Now we add this ARN value to our .chalice/config.json file as the TABLE_STREAM_ARN environment variable.

{
  "stages": {
    "dev": {
      "api_gateway_stage": "api",
      "environment_variables": {
        "TABLE_STREAM_ARN": "arn:aws:dynamodb:us-west-2:1234:table/AppResources-MyApplicationTable-ABCD/stream/2020-09-30T21:05:20.854"
      }
    }
  },
  "version": "2.0",
  "app_name": "ddb-stream-demo"
}

We’re now ready to deploy our application using the chalice deploy command.

$ chalice deploy
Creating deployment package.
Creating IAM role: ddb-stream-demo-dev
Creating lambda function: ddb-stream-demo-dev-on_table_update
Subscribing ddb-stream-demo-dev-on_table_update to DynamoDB stream arn:aws:dynamodb:us-west-2:1234:table/AppResources-MyApplicationTable-ABCD/stream/2020-09-30T21:05:20.854
Resources deployed:
  - Lambda ARN: arn:aws:lambda:us-west-2:1234:function:ddb-stream-demo-dev-on_table_update

Our application is now deployed and ready to test. To test our application, we’ll create several items in our DynamoDB table. This will trigger our Lambda function which will examine each item.
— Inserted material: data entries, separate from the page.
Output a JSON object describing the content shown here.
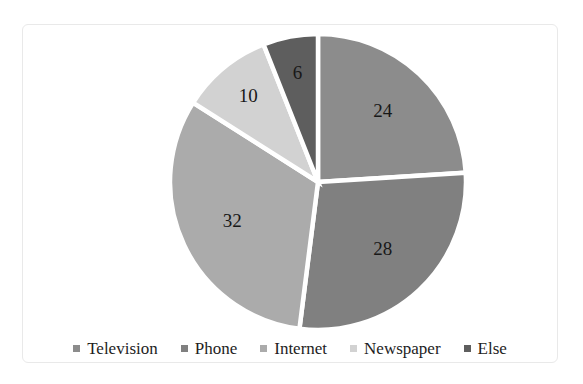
{
  "chart_data": {
    "type": "pie",
    "title": "",
    "subtitle": "",
    "xlabel": "",
    "ylabel": "",
    "grid": false,
    "legend_position": "bottom",
    "start_angle_deg": 0,
    "direction": "clockwise",
    "total": 100,
    "categories": [
      "Television",
      "Phone",
      "Internet",
      "Newspaper",
      "Else"
    ],
    "values": [
      24,
      28,
      32,
      10,
      6
    ],
    "labels": [
      "24",
      "28",
      "32",
      "10",
      "6"
    ],
    "colors": [
      "#8c8c8c",
      "#808080",
      "#ababab",
      "#d2d2d2",
      "#5e5e5e"
    ],
    "slices": [
      {
        "name": "Television",
        "value": 24,
        "label": "24",
        "color": "#8c8c8c"
      },
      {
        "name": "Phone",
        "value": 28,
        "label": "28",
        "color": "#808080"
      },
      {
        "name": "Internet",
        "value": 32,
        "label": "32",
        "color": "#ababab"
      },
      {
        "name": "Newspaper",
        "value": 10,
        "label": "10",
        "color": "#d2d2d2"
      },
      {
        "name": "Else",
        "value": 6,
        "label": "6",
        "color": "#5e5e5e"
      }
    ]
  },
  "legend": {
    "items": [
      {
        "label": "Television",
        "color": "#8c8c8c"
      },
      {
        "label": "Phone",
        "color": "#808080"
      },
      {
        "label": "Internet",
        "color": "#ababab"
      },
      {
        "label": "Newspaper",
        "color": "#d2d2d2"
      },
      {
        "label": "Else",
        "color": "#5e5e5e"
      }
    ]
  },
  "geometry": {
    "center_x": 318,
    "center_y": 182,
    "radius": 148,
    "separator_color": "#ffffff",
    "separator_width": 4.5,
    "label_radius_ratio": 0.64,
    "background": "#ffffff",
    "frame_color": "#e9e9e9"
  }
}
We should only see a log message from our Lambda function if we create an item with an Amount of 0. We can extract the DynamoDB table name from the stream ARN we’ve configured in our application, or we can query it directly from the CloudFormation stack outputs.

$ aws cloudformation describe-stacks  --stack-name AppResources \
  --query "Stacks[].Outputs[?OutputKey=='TableName'][] | [0].OutputValue"
  --output text

AppResources-MyApplicationTable-ABCD

We’ll now use the AWS CLI to create new items using the aws ddb put command.

$ TABLE_NAME=AppResources-MyApplicationTable-ABCD
$ echo '{"InvoiceId": "12345", "TransactionId": "Client1_12345", "Amount": 50}' | aws ddb put $TABLE_NAME -
$ echo '{"InvoiceId": "12345", "TransactionId": "Client2_12345", "Amount": 100}' | aws ddb put $TABLE_NAME -
$ echo '{"InvoiceId": "12345", "TransactionId": "Client3_12345", "Amount": 150}' | aws ddb put $TABLE_NAME -
$ echo '{"InvoiceId": "12345", "TransactionId": "Client4_12345", "Amount": 0}' | aws ddb put $TABLE_NAME -

The last item we’ve created should trigger an error log message because it has an Amount of 0. We can confirm this by using the chalice logs command.

$ chalice logs -n on_table_update
2020-09-30 21:39:58.039000 5ff9ce ddb-stream-demo - ERROR - Amount of 0 found for record {'InvoiceId': {'S': '12345'}, 'TransactionId': {'S': 'Client4_12345'}}

We can see our expected log message indicating that one of our items had an Amount of 0.

Next Steps

You can continue to experiment by modifying your app.py file and running chalice deploy. To delete your Lambda function, you can run the chalice delete command. You can also try using the new Kinesis event handler support in Chalice, which has a similar API to DynamoDB streams.

We encourage you to try out this new functionality and let us know what you think!